Finishing up the base paintjob

I took some time to fix up the pieces, which kind of rounded out the second 45-min session so that despite what the posts claim, there was one more session but this made the time calculation easier. Anyway, I finished up the painting of the turrets and then I touched up some bits that had been shadowed.

Then I loaded up my airbrush with a bit of black paint and I sprayed that with a wide arc, from a decent distance, towards the rear deck, especially the engine's fan cover and the exhaust bits. Of course that made these areas stand out way too much, so I applied a fresh layer of Russian Green on top of all this to tone it down a bit. It ended up way better this way.




2.5.18

Session XVIII

Starting up

I began the painting by airbrushing the tracks and their immediate surroundings black (VMA 71057 Black) and the bottom of the hull and the side armour plates green (VMA 71017 Russian Green 4BO). Despite the small amount of stuff I did it took a surprisingly long time to get it all done. Maybe I was a bit rusty since it'd been ages since my last airbrushings.




The next evening I continued with the tank's deck and I also painted the first halves of the turrets (somehow I had forgotten them completely the previous evening). When the whole tank was decently greenified I took some light brown paint (VMA 71136 IJA Earth Brown) and sprayed it a bit on the deck, much more on the bottom areas, especially concentrating on the roadwheelery. I tried to get as believeable a light layer of crap I could manage.
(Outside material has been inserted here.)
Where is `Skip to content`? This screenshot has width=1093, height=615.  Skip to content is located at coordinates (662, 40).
The turrets looked pretty comical now that they were painted only from the bottom. I obviously wasn't going to leave them like that, so it was fine that they stood out like this in the wip pics.



18.4.18

Session XVII

A priming process in two acts

First

As usual, I blasted the primer on the model in two subsessions. I chose my starting side so that I'd have the most coverage. To achieve that I thought that the bottom part of the tank would be good, and as for the turrets I decided to prime the tops first. Naturally I forgot the cable wheel totally and that was the bit I intended to start with.



Second

When I was done I left the bits to dry overnight and to my great surprise continued my priming the next evening. This time I started with the cable wheel, then finished up coating the turrets and finally the tank itself with the most weird bits and shapes. The side armour plates on the tank weren't up to my made-up requirements, so I gave them another layer of primer.
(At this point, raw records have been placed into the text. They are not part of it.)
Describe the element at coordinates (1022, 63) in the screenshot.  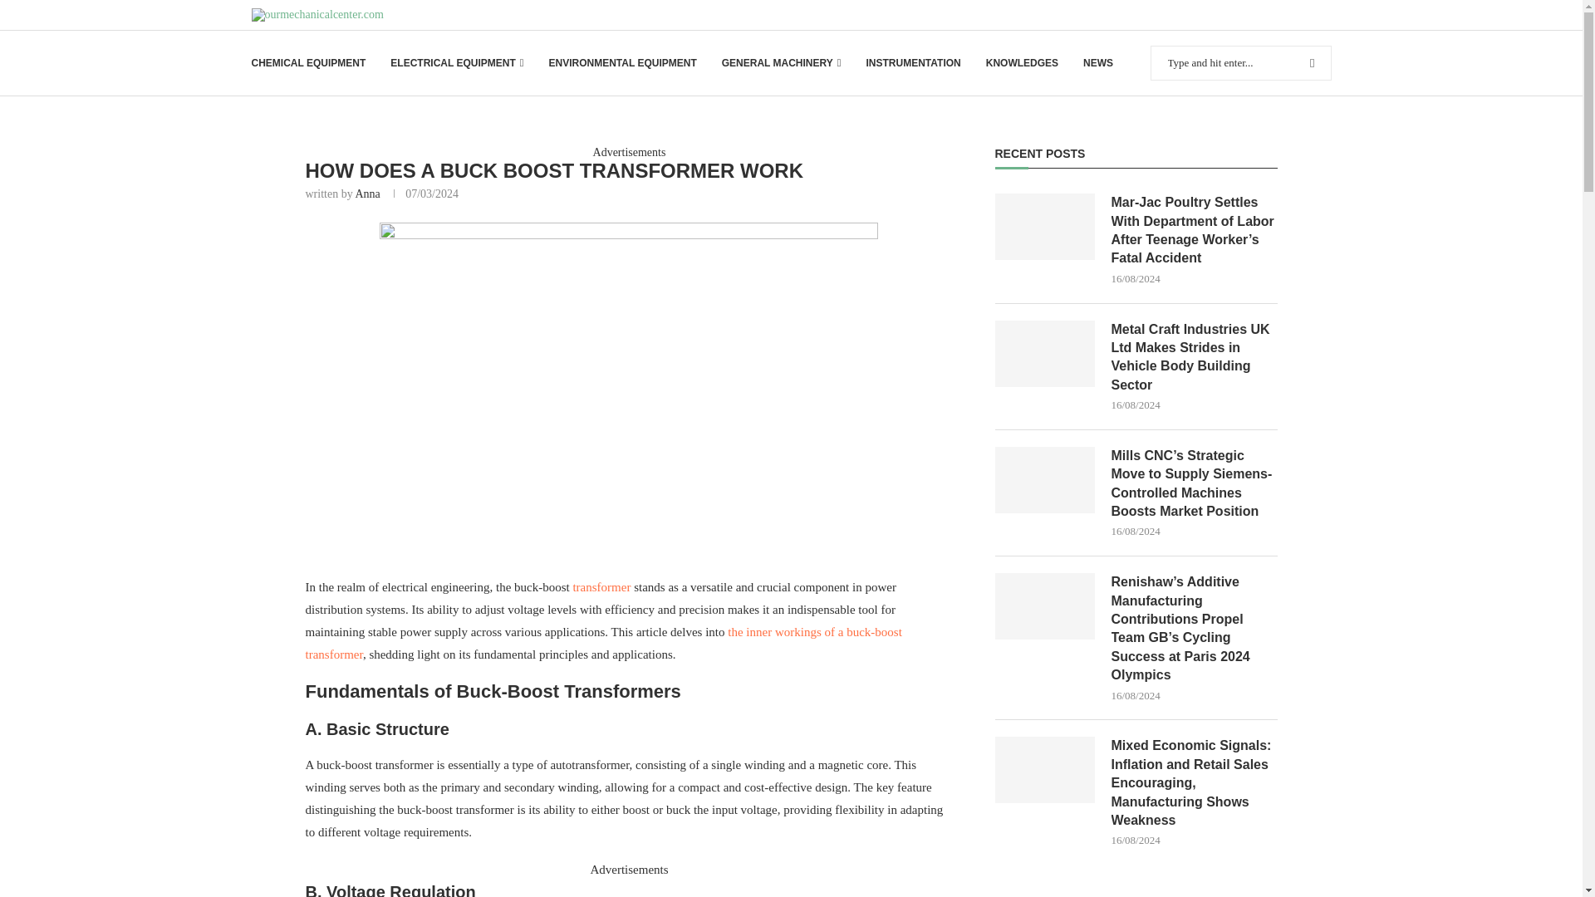
I see `KNOWLEDGES` at that location.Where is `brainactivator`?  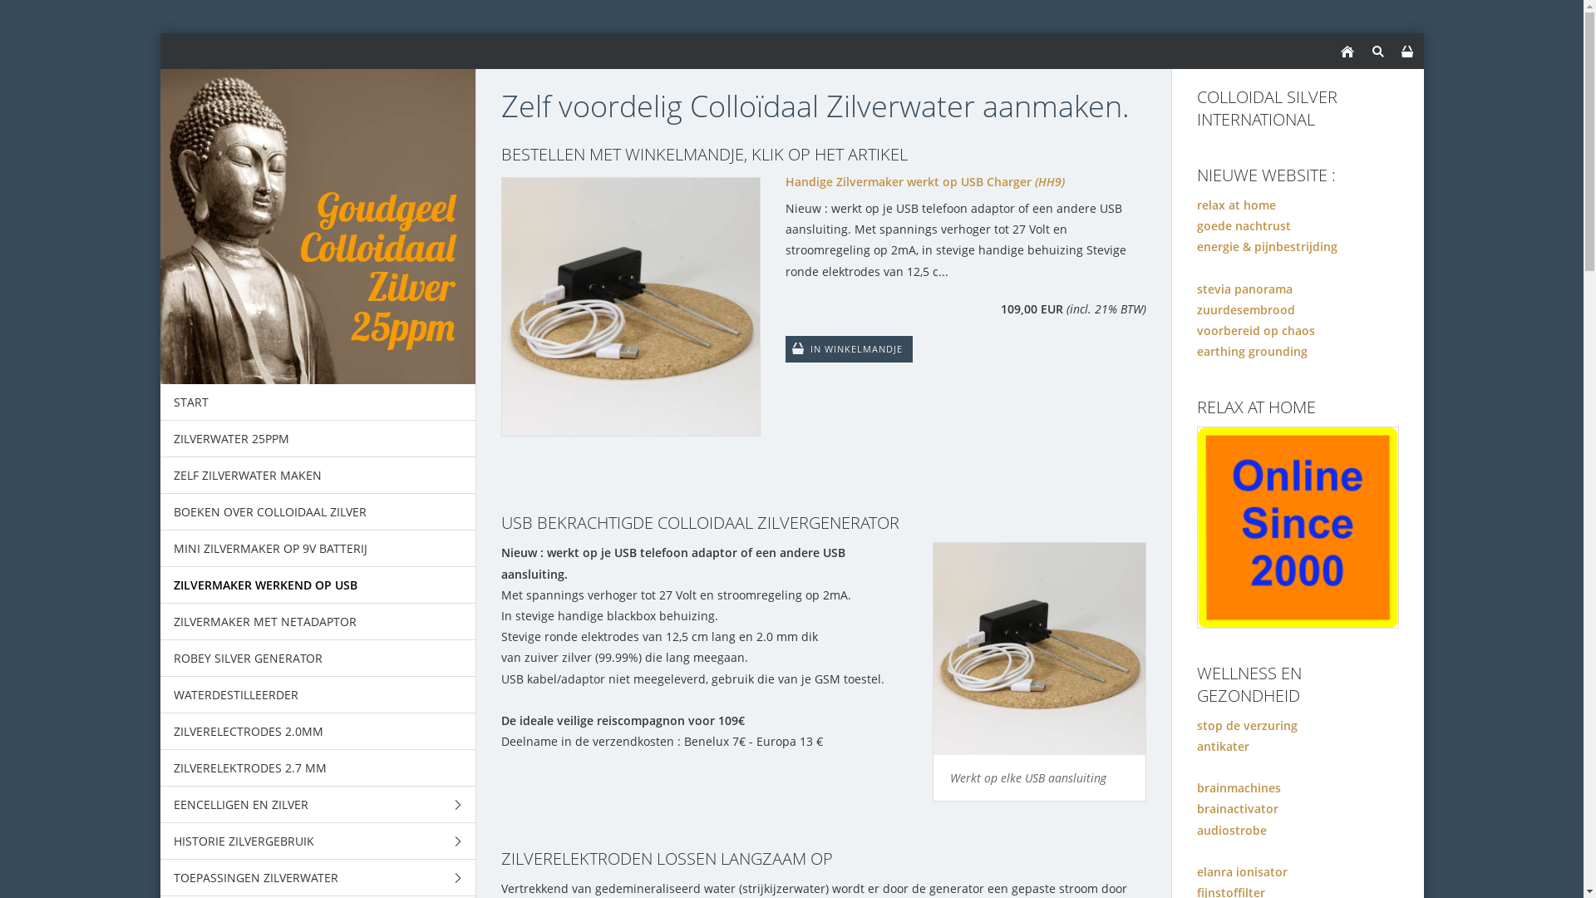
brainactivator is located at coordinates (1238, 808).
To wrap this session up I present a top-down image - and to break up the monotony of my photography a bit. That gave a pretty wintery feeling. Now it'll be nice to get back to the basic green painting.


4.4.18

Session XVI

Straightening up

A part of the armoured plates were grinning uglily, so I wanted to take care of them before proceeding. I didn't try anything more complicated than applying glue and squeezing the bits tightly together. Most of the bits got fixed, but I wasn't left with perfection, anyway.


A coin for scale, again

PuTTY

The rest of the gaps I was going to fill up with putty. But what did I find when I finally sat down and started unscrewing the cap? I immediately got a flashback (to last or even the previous year, maybe) when I touched the cap: I had only left it just a bit closed, so that it wouldn't dry up while I was applying the goo on something.

Apparently what I had used had been enough and I hadn't realized that it was still openish. All that remained was stuck inside the tube and utterly useless. Sigh.

So I went by the LHS on my way from work the next day and bought a new tube. I didn't care about the brand, so I picked up the first one I saw. The one I had earlier was Tamiya's, this was something called Mr. White Putty. It was a bit runnier than the thickish old one was, based on one trial run.



Sanding it all down

Erring on the side of caution I allowed the stuff to dry overnight and sanded the excesses off the next evening, resorting to a file in the more annoying corners. The left front of the tank looked a bit off, but that was caused by the extra gluing, not by putty that didn't feel like obeying abrasive behaviour.